China’s Long History with Burma/Myanmar – Part 1/4

September 24, 2010

The Economist (September 9, 2010) published a critical piece about China’s relationship with Myanmar – Welcome, Neighbor – China hosts another tinpot dictator from next door

“Tinpot dictator” are the two key words in the title of this opinion piece, as if the United States has never hosted “tinpot” dictators.

A well-written criticism of the U.S. government from Sri Lanka sets the record straight.

“I wish the spokesman of the (U.S.) State Department … would explain how Washington’s concern for democracy in Sri Lanka squares with US support for repressive regimes such as the one in Uzbekistan or the autocratic rule in Saudi Arabia, both countries in which the U.S. has military facilities.

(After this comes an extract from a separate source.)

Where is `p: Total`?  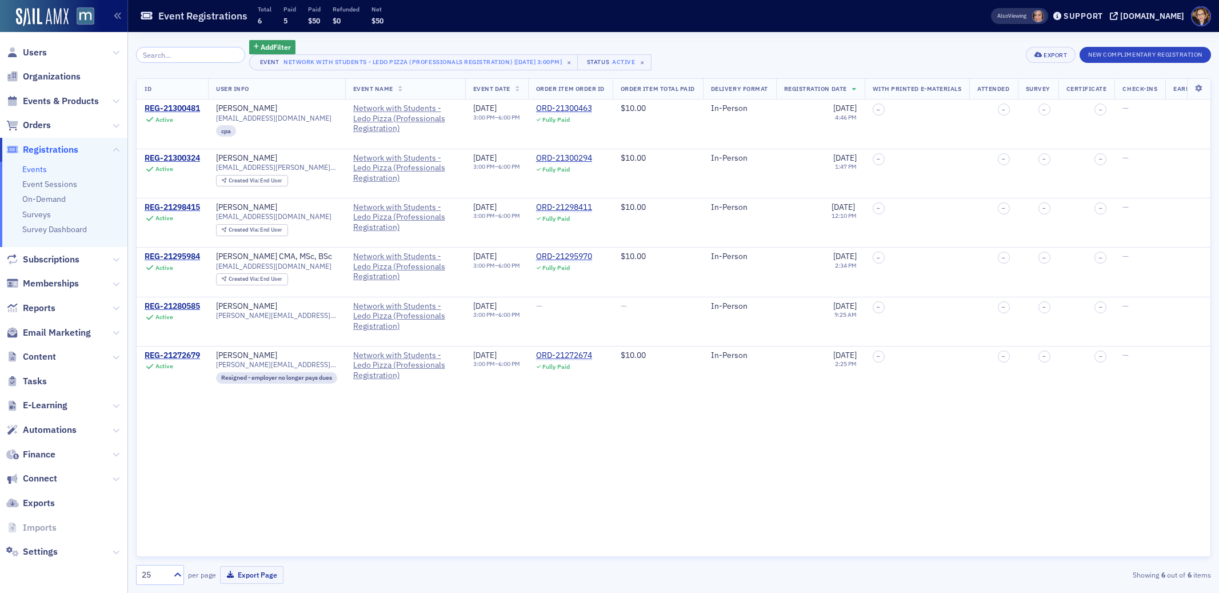
p: Total is located at coordinates (265, 9).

“In post-World War II period, Washington has militarily propped up such dictators including several in South Korea, Ferdinand Marcos who was ousted by the Filipino people, Indonesia’s Suharto also thrown out by the people, Vietnam’s Dinh Diem, various military governments in Thailand, Singapore’s autocrat Lee Kwan Yew, the military dictators in Pakistan from Ayub Khan to Pervez Musharraf, all of them from our part of the world…” Source: The Ugly Americans Once More (Lankaweb, Sri Lanaka’s first Social Media website)

The Economist only mentions a half century of history between China and Burma/Myanmar.

Yet China’s history with Burma/Myanmar goes back about two thousand years.

The opinion piece also does not mention that China, since 1982, has not been into nation building as the U.S. has since 9/11, when President G.W. Bush launched wars against Iraq and Afghanistan with threats toward Iran and North Korea. 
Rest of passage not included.